Scott's Ivanhoe, the basis for Thackeray's Rebecca and Rowena, takes the tensions between the Norman aristocracy and the Anglo-Saxon people and forges it into a captivating historical romance; Sir Wilfred of Ivanhoe, disinherited son of the last remaining Saxon nobleman, Cedric of Rotherwood, finds himself torn between the affections of the royal, blonde, and frankly rather dull Rowena (heir to the line of Alfred the Great) and the raven haired, courageous, resourceful and beautiful Jewish doctor Rebecca. After a bunch of adventures, bumping into Robin Hood and the disguised Richard the Lionheart, a few battles and the odd siege, Ivanhoe regains his estates and his honour, and marries Rowena. He marries the wrong woman. And this is the problem Thackeray seeks to fix. Of course, one could argue about whether the problem needs fixing at all; Ivanhoe himself is very brave, very heroic and very conventional; he would never marry a woman who wasn't a Christian. And Rebecca would never leave the faith of her ancestors and she would not abandon who she is just for love - which is, of course, what makes her a stronger and more attractive character than Rowena.
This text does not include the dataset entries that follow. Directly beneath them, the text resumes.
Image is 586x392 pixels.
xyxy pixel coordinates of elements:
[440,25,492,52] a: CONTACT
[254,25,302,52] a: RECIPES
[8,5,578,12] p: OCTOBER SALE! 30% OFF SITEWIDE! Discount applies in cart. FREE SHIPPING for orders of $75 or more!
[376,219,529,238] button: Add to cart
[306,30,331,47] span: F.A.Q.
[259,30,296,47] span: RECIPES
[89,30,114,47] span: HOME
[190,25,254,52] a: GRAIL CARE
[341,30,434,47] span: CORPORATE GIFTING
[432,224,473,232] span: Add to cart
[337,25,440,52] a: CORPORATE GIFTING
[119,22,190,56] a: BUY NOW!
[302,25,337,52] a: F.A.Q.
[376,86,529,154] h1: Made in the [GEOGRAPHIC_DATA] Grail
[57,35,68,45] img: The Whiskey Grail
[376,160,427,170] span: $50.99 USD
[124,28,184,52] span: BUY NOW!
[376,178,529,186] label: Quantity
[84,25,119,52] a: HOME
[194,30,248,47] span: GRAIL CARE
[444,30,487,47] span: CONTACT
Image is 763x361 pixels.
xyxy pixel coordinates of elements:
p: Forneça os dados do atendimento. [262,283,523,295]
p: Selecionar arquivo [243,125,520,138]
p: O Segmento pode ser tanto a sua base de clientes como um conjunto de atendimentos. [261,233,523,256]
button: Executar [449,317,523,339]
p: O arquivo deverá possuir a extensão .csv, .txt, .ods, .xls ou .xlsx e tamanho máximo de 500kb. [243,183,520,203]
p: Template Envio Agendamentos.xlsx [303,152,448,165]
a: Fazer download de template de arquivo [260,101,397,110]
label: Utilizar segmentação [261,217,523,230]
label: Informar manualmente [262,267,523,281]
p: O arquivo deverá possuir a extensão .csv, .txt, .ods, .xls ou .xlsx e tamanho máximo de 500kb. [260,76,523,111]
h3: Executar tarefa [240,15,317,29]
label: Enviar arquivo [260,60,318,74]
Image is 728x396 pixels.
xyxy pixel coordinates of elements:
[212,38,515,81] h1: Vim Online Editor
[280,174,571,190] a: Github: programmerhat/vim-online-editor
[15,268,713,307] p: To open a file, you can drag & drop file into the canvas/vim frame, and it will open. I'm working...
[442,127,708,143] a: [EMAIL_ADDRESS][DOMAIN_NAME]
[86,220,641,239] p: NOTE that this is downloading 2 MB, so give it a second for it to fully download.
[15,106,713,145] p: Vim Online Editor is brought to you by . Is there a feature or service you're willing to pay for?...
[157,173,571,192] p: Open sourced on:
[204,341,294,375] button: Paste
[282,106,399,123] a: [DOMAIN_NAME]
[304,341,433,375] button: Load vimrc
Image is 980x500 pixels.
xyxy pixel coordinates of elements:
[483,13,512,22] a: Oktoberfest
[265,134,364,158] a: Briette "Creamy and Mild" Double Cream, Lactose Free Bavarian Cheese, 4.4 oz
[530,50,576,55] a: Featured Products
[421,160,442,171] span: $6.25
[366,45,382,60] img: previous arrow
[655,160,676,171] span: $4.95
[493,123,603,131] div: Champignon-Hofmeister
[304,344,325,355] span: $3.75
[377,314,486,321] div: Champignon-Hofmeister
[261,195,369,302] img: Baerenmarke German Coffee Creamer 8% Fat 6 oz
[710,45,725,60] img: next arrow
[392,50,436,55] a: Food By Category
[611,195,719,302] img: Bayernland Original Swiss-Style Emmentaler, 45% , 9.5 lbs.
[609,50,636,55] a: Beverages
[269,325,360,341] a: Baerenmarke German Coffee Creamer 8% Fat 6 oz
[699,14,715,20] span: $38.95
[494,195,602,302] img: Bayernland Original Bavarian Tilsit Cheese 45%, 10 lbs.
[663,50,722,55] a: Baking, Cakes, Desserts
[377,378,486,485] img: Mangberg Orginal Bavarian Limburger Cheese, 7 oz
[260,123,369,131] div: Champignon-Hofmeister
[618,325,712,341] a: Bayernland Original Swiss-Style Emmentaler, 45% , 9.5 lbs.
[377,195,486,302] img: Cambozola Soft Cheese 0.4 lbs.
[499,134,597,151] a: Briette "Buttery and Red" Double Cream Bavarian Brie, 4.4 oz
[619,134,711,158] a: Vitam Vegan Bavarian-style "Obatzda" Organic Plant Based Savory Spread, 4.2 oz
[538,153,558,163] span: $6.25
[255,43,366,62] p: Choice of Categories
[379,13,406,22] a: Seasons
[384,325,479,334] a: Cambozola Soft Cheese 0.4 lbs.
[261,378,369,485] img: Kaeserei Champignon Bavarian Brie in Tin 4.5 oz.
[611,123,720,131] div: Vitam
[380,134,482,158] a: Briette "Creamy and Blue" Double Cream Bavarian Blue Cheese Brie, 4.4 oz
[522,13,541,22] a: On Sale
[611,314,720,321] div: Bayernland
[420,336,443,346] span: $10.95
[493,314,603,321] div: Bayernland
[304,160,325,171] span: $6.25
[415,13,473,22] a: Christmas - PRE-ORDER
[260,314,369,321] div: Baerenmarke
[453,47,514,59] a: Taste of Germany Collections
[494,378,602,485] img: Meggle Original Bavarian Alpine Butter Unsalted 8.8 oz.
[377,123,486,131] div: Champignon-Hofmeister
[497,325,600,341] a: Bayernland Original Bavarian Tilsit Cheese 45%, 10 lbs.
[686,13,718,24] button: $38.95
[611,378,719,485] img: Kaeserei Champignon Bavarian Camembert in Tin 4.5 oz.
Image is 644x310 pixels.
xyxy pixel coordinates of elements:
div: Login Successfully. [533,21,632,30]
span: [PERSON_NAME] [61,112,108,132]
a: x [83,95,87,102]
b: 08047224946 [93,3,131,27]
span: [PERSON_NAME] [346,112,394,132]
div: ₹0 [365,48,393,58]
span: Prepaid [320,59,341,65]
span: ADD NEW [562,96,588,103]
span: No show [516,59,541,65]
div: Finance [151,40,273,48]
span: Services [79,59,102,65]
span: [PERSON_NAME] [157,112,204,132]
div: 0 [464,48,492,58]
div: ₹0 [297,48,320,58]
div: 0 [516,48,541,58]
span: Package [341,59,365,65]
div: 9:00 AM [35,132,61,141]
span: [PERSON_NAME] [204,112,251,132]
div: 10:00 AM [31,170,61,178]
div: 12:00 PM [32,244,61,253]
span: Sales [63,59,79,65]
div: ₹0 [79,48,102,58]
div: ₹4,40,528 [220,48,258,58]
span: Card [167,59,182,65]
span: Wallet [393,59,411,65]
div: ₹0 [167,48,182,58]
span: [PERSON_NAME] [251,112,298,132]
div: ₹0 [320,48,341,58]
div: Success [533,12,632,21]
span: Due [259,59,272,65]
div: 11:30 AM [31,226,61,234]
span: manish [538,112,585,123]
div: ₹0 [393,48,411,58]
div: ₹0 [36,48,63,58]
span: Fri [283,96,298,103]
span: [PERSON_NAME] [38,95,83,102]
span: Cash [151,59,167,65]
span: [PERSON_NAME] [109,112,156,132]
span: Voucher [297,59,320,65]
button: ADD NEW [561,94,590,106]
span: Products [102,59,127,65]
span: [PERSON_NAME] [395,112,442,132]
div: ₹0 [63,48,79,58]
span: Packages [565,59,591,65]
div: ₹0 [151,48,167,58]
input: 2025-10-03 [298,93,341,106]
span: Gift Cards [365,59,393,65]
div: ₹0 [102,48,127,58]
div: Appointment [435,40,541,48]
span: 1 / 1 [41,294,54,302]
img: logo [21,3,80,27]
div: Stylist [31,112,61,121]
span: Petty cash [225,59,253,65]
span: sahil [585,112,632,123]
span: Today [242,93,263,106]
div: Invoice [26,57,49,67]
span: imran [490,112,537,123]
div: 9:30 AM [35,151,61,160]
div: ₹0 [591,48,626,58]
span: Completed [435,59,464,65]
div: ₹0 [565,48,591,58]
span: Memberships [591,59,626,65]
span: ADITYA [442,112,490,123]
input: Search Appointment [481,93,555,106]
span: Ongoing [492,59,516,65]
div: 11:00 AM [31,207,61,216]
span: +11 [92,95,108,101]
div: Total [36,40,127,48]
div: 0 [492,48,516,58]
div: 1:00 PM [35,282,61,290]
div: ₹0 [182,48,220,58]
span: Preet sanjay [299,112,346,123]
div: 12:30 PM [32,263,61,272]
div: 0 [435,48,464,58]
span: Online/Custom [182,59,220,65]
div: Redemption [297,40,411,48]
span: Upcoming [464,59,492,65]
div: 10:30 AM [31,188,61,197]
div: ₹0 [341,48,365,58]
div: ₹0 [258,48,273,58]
It is therefore completely appropriate, although also completely tragic, that Ivanhoe and Rebecca should go their separate ways at the end of the book.

Nevertheless, Thackeray wants Ivanhoe/Rebecca, and so Ivanhoe/Rebecca he shall have; after some unwarranted (although extremely amusing) character assassination of Rowena, he kills off Ivanhoe (he gets better) and then Rowena (she doesn't), and then he reunites Ivanhoe with Rebecca, and it's all going swimmingly, and then Rebecca converts to Christianity. Because William Makepeace Thackeray has missed the fucking point of the character. And then it ends. I get the impression the piece was motivated more by a dislike of the character of Rowena, than any real appreciation of the strength of Rebecca's.

Apart from the total disaster of an ending, the piece is otherwise very funny and does send up the whole historical romance genre excellently - it particularly needles the tendency for mysterious monks with marvellous medicines to appear when required, and the massively inflated body counts that the heroes of a romance can clock up. The final verdict: fan fiction: this is how you do it.

* Laugh? The audience didn't.
** Followed by his limbs; that was the quartering bit.